Article ID Journal Published Year Pages File Type
4508200 Current Opinion in Insect Science 2016 10 Pages PDF
Abstract

•Otd and Pph13 are conserved in pancrustacean photoreceptor differentiation.•Otd is an ancestral default activator of short wavelength opsin transcription.•Pph13 is an ancestral default activator of long wavelength opsin transcription.•Pph13 and Otd share broader roles in activation of photoreceptor proteins.•First developmental model of pancrustacean photoreceptor diversification.

The origin of the Drosophila compound eye predates the ancestor of Pancrustacea, the arthropod clade that includes insects and Crustaceans. Recent studies in emerging model systems for pancrustacean development — the red flour beetle Tribolium castaneum and water flea Daphnia pulex — have begun to shed light on the evolutionary conservation of transcriptional mechanisms found for the Drosophila compound eye. Here, we discuss the conserved roles of the transcription factors Otd and Pph13, which complement each other in two terminal events of photoreceptor differentiation: rhabdomere morphogenesis and transcriptional default activation of opsin gene expression. The synthesis of these data allows us to frame an evolutionary developmental model of the earliest events that generated the wavelength-specific photoreceptor subtypes of pancrustacean compound eyes.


● **Required work**: Type out each record word for word. Pictures stay out.

● **Given data**:
++++++

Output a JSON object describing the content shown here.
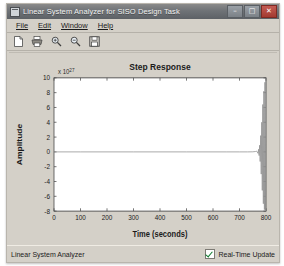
{
  "window": {
    "title": "Linear System Analyzer for SISO Design Task",
    "icon": "window-icon",
    "controls": [
      {
        "name": "minimize",
        "glyph": "–"
      },
      {
        "name": "maximize",
        "glyph": "□"
      },
      {
        "name": "close",
        "glyph": "✕"
      }
    ]
  },
  "menu": {
    "items": [
      {
        "label": "File",
        "mnemonic": "F"
      },
      {
        "label": "Edit",
        "mnemonic": "E"
      },
      {
        "label": "Window",
        "mnemonic": "W"
      },
      {
        "label": "Help",
        "mnemonic": "H"
      }
    ]
  },
  "toolbar": {
    "buttons": [
      {
        "name": "new-figure-icon",
        "tooltip": "New"
      },
      {
        "name": "print-icon",
        "tooltip": "Print"
      },
      {
        "name": "zoom-in-icon",
        "tooltip": "Zoom In"
      },
      {
        "name": "zoom-out-icon",
        "tooltip": "Zoom Out"
      },
      {
        "name": "save-icon",
        "tooltip": "Save"
      }
    ]
  },
  "status": {
    "text": "Linear System Analyzer",
    "realtime_label": "Real-Time Update",
    "realtime_checked": true
  },
  "colors": {
    "window_face": "#d4d0c8",
    "titlebar": "#6f7377",
    "close_button": "#a33a31",
    "plot_background": "#ffffff",
    "axis": "#3a3a3a",
    "trace": "#8a8a8a",
    "check": "#0d7a2e"
  },
  "chart_data": {
    "type": "line",
    "title": "Step Response",
    "xlabel": "Time (seconds)",
    "ylabel": "Amplitude",
    "y_exponent_label": "x 10",
    "y_exponent_power": "27",
    "xlim": [
      0,
      800
    ],
    "ylim": [
      -8,
      10
    ],
    "xticks": [
      0,
      100,
      200,
      300,
      400,
      500,
      600,
      700,
      800
    ],
    "yticks": [
      10,
      8,
      6,
      4,
      2,
      0,
      -2,
      -4,
      -6,
      -8
    ],
    "grid": false,
    "legend": false,
    "series": [
      {
        "name": "Step response",
        "description": "Flat near zero then unstable divergent oscillation near t=780",
        "x": [
          0,
          100,
          200,
          300,
          400,
          500,
          600,
          650,
          700,
          730,
          750,
          760,
          765,
          770,
          772,
          774,
          776,
          778,
          780,
          782,
          784,
          786,
          788,
          790,
          792,
          794,
          796,
          798,
          800
        ],
        "y": [
          0,
          0,
          0,
          0,
          0,
          0,
          0,
          0,
          0,
          0,
          0.01,
          0.05,
          0.1,
          -0.2,
          0.35,
          -0.5,
          0.9,
          -1.3,
          2.2,
          -3.0,
          4.0,
          -5.2,
          6.4,
          -7.0,
          8.2,
          -7.8,
          9.4,
          -8.0,
          10.0
        ]
      }
    ]
  }
}
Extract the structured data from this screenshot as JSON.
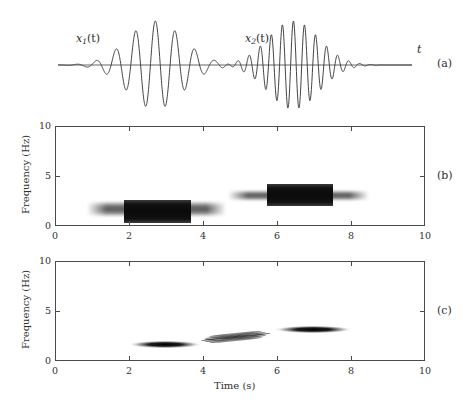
{
  "figure": {
    "panel_markers": [
      "(a)",
      "(b)",
      "(c)"
    ],
    "signal_labels": {
      "x1": "x",
      "x1_sub": "1",
      "x2": "x",
      "x2_sub": "2",
      "arg": "(t)",
      "time_axis": "t"
    },
    "axis_titles": {
      "y": "Frequency (Hz)",
      "x": "Time (s)"
    },
    "x_ticks": [
      "0",
      "2",
      "4",
      "6",
      "8",
      "10"
    ],
    "y_ticks": [
      "0",
      "5",
      "10"
    ],
    "colors": {
      "axis": "#4a4a4a",
      "curve": "#3a3a3a",
      "ink": "#2f2f2f",
      "background": "#ffffff"
    }
  },
  "chart_data": [
    {
      "type": "line",
      "panel": "(a)",
      "title": "",
      "xlabel": "t",
      "ylabel": "",
      "xlim": [
        0,
        10
      ],
      "ylim": [
        -1.15,
        1.15
      ],
      "grid": false,
      "annotations": [
        "x1(t)",
        "x2(t)",
        "t"
      ],
      "description": "Two Gaussian-modulated sinusoidal wave packets on a baseline axis",
      "series": [
        {
          "name": "x1(t)",
          "kind": "gaussian-modulated-sinusoid",
          "center_time": 2.75,
          "frequency_hz": 1.8,
          "gaussian_sigma": 0.78,
          "amplitude": 1.0
        },
        {
          "name": "x2(t)",
          "kind": "gaussian-modulated-sinusoid",
          "center_time": 6.65,
          "frequency_hz": 3.2,
          "gaussian_sigma": 0.72,
          "amplitude": 1.0
        }
      ]
    },
    {
      "type": "heatmap",
      "panel": "(b)",
      "title": "",
      "xlabel": "",
      "ylabel": "Frequency (Hz)",
      "xlim": [
        0,
        10
      ],
      "ylim": [
        0,
        10
      ],
      "xticks": [
        0,
        2,
        4,
        6,
        8,
        10
      ],
      "yticks": [
        0,
        5,
        10
      ],
      "grid": false,
      "colormap": "gray-inverted",
      "description": "Spectrogram (STFT) showing two smeared rectangular energy blobs, no cross-terms",
      "components": [
        {
          "name": "x1 component",
          "time_center": 2.75,
          "time_span": [
            0.85,
            4.6
          ],
          "core_time_span": [
            1.85,
            3.65
          ],
          "frequency_center": 1.8,
          "frequency_span": [
            1.0,
            2.6
          ],
          "core_frequency_span": [
            0.45,
            2.75
          ],
          "peak_intensity": 1.0
        },
        {
          "name": "x2 component",
          "time_center": 6.65,
          "time_span": [
            4.65,
            8.45
          ],
          "core_time_span": [
            5.7,
            7.5
          ],
          "frequency_center": 3.2,
          "frequency_span": [
            2.6,
            3.7
          ],
          "core_frequency_span": [
            2.1,
            4.35
          ],
          "peak_intensity": 1.0
        }
      ]
    },
    {
      "type": "heatmap",
      "panel": "(c)",
      "title": "",
      "xlabel": "Time (s)",
      "ylabel": "Frequency (Hz)",
      "xlim": [
        0,
        10
      ],
      "ylim": [
        0,
        10
      ],
      "xticks": [
        0,
        2,
        4,
        6,
        8,
        10
      ],
      "yticks": [
        0,
        5,
        10
      ],
      "grid": false,
      "colormap": "gray-inverted",
      "description": "Wigner-Ville distribution: two sharply concentrated auto-term ellipses plus oscillatory cross-terms midway between them",
      "components": [
        {
          "name": "auto-term x1",
          "kind": "auto-term",
          "time_center": 2.95,
          "time_span": [
            1.95,
            3.95
          ],
          "frequency_center": 1.75,
          "frequency_span": [
            1.35,
            2.15
          ],
          "peak_intensity": 1.0
        },
        {
          "name": "auto-term x2",
          "kind": "auto-term",
          "time_center": 6.95,
          "time_span": [
            5.95,
            8.1
          ],
          "frequency_center": 3.25,
          "frequency_span": [
            2.85,
            3.65
          ],
          "peak_intensity": 1.0
        },
        {
          "name": "cross-term",
          "kind": "cross-term",
          "time_center": 4.85,
          "time_span": [
            4.05,
            5.95
          ],
          "frequency_center": 2.5,
          "frequency_span": [
            2.15,
            2.9
          ],
          "oscillation_stripes": 5,
          "peak_intensity": 0.75
        }
      ]
    }
  ]
}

++++++

● **Exercise response**:
Output a JSON object describing the content shown here.
{
  "window": {
    "title": "Linear System Analyzer for SISO Design Task",
    "icon": "window-icon",
    "controls": [
      {
        "name": "minimize",
        "glyph": "–"
      },
      {
        "name": "maximize",
        "glyph": "□"
      },
      {
        "name": "close",
        "glyph": "✕"
      }
    ]
  },
  "menu": {
    "items": [
      {
        "label": "File",
        "mnemonic": "F"
      },
      {
        "label": "Edit",
        "mnemonic": "E"
      },
      {
        "label": "Window",
        "mnemonic": "W"
      },
      {
        "label": "Help",
        "mnemonic": "H"
      }
    ]
  },
  "toolbar": {
    "buttons": [
      {
        "name": "new-figure-icon",
        "tooltip": "New"
      },
      {
        "name": "print-icon",
        "tooltip": "Print"
      },
      {
        "name": "zoom-in-icon",
        "tooltip": "Zoom In"
      },
      {
        "name": "zoom-out-icon",
        "tooltip": "Zoom Out"
      },
      {
        "name": "save-icon",
        "tooltip": "Save"
      }
    ]
  },
  "status": {
    "text": "Linear System Analyzer",
    "realtime_label": "Real-Time Update",
    "realtime_checked": true
  },
  "colors": {
    "window_face": "#d4d0c8",
    "titlebar": "#6f7377",
    "close_button": "#a33a31",
    "plot_background": "#ffffff",
    "axis": "#3a3a3a",
    "trace": "#8a8a8a",
    "check": "#0d7a2e"
  },
  "chart_data": {
    "type": "line",
    "title": "Step Response",
    "xlabel": "Time (seconds)",
    "ylabel": "Amplitude",
    "y_exponent_label": "x 10",
    "y_exponent_power": "27",
    "xlim": [
      0,
      800
    ],
    "ylim": [
      -8,
      10
    ],
    "xticks": [
      0,
      100,
      200,
      300,
      400,
      500,
      600,
      700,
      800
    ],
    "yticks": [
      10,
      8,
      6,
      4,
      2,
      0,
      -2,
      -4,
      -6,
      -8
    ],
    "grid": false,
    "legend": false,
    "series": [
      {
        "name": "Step response",
        "description": "Flat near zero then unstable divergent oscillation near t=780",
        "x": [
          0,
          100,
          200,
          300,
          400,
          500,
          600,
          650,
          700,
          730,
          750,
          760,
          765,
          770,
          772,
          774,
          776,
          778,
          780,
          782,
          784,
          786,
          788,
          790,
          792,
          794,
          796,
          798,
          800
        ],
        "y": [
          0,
          0,
          0,
          0,
          0,
          0,
          0,
          0,
          0,
          0,
          0.01,
          0.05,
          0.1,
          -0.2,
          0.35,
          -0.5,
          0.9,
          -1.3,
          2.2,
          -3.0,
          4.0,
          -5.2,
          6.4,
          -7.0,
          8.2,
          -7.8,
          9.4,
          -8.0,
          10.0
        ]
      }
    ]
  }
}
Extract the structured data from this screenshot as JSON.
{
  "figure": {
    "panel_markers": [
      "(a)",
      "(b)",
      "(c)"
    ],
    "signal_labels": {
      "x1": "x",
      "x1_sub": "1",
      "x2": "x",
      "x2_sub": "2",
      "arg": "(t)",
      "time_axis": "t"
    },
    "axis_titles": {
      "y": "Frequency (Hz)",
      "x": "Time (s)"
    },
    "x_ticks": [
      "0",
      "2",
      "4",
      "6",
      "8",
      "10"
    ],
    "y_ticks": [
      "0",
      "5",
      "10"
    ],
    "colors": {
      "axis": "#4a4a4a",
      "curve": "#3a3a3a",
      "ink": "#2f2f2f",
      "background": "#ffffff"
    }
  },
  "chart_data": [
    {
      "type": "line",
      "panel": "(a)",
      "title": "",
      "xlabel": "t",
      "ylabel": "",
      "xlim": [
        0,
        10
      ],
      "ylim": [
        -1.15,
        1.15
      ],
      "grid": false,
      "annotations": [
        "x1(t)",
        "x2(t)",
        "t"
      ],
      "description": "Two Gaussian-modulated sinusoidal wave packets on a baseline axis",
      "series": [
        {
          "name": "x1(t)",
          "kind": "gaussian-modulated-sinusoid",
          "center_time": 2.75,
          "frequency_hz": 1.8,
          "gaussian_sigma": 0.78,
          "amplitude": 1.0
        },
        {
          "name": "x2(t)",
          "kind": "gaussian-modulated-sinusoid",
          "center_time": 6.65,
          "frequency_hz": 3.2,
          "gaussian_sigma": 0.72,
          "amplitude": 1.0
        }
      ]
    },
    {
      "type": "heatmap",
      "panel": "(b)",
      "title": "",
      "xlabel": "",
      "ylabel": "Frequency (Hz)",
      "xlim": [
        0,
        10
      ],
      "ylim": [
        0,
        10
      ],
      "xticks": [
        0,
        2,
        4,
        6,
        8,
        10
      ],
      "yticks": [
        0,
        5,
        10
      ],
      "grid": false,
      "colormap": "gray-inverted",
      "description": "Spectrogram (STFT) showing two smeared rectangular energy blobs, no cross-terms",
      "components": [
        {
          "name": "x1 component",
          "time_center": 2.75,
          "time_span": [
            0.85,
            4.6
          ],
          "core_time_span": [
            1.85,
            3.65
          ],
          "frequency_center": 1.8,
          "frequency_span": [
            1.0,
            2.6
          ],
          "core_frequency_span": [
            0.45,
            2.75
          ],
          "peak_intensity": 1.0
        },
        {
          "name": "x2 component",
          "time_center": 6.65,
          "time_span": [
            4.65,
            8.45
          ],
          "core_time_span": [
            5.7,
            7.5
          ],
          "frequency_center": 3.2,
          "frequency_span": [
            2.6,
            3.7
          ],
          "core_frequency_span": [
            2.1,
            4.35
          ],
          "peak_intensity": 1.0
        }
      ]
    },
    {
      "type": "heatmap",
      "panel": "(c)",
      "title": "",
      "xlabel": "Time (s)",
      "ylabel": "Frequency (Hz)",
      "xlim": [
        0,
        10
      ],
      "ylim": [
        0,
        10
      ],
      "xticks": [
        0,
        2,
        4,
        6,
        8,
        10
      ],
      "yticks": [
        0,
        5,
        10
      ],
      "grid": false,
      "colormap": "gray-inverted",
      "description": "Wigner-Ville distribution: two sharply concentrated auto-term ellipses plus oscillatory cross-terms midway between them",
      "components": [
        {
          "name": "auto-term x1",
          "kind": "auto-term",
          "time_center": 2.95,
          "time_span": [
            1.95,
            3.95
          ],
          "frequency_center": 1.75,
          "frequency_span": [
            1.35,
            2.15
          ],
          "peak_intensity": 1.0
        },
        {
          "name": "auto-term x2",
          "kind": "auto-term",
          "time_center": 6.95,
          "time_span": [
            5.95,
            8.1
          ],
          "frequency_center": 3.25,
          "frequency_span": [
            2.85,
            3.65
          ],
          "peak_intensity": 1.0
        },
        {
          "name": "cross-term",
          "kind": "cross-term",
          "time_center": 4.85,
          "time_span": [
            4.05,
            5.95
          ],
          "frequency_center": 2.5,
          "frequency_span": [
            2.15,
            2.9
          ],
          "oscillation_stripes": 5,
          "peak_intensity": 0.75
        }
      ]
    }
  ]
}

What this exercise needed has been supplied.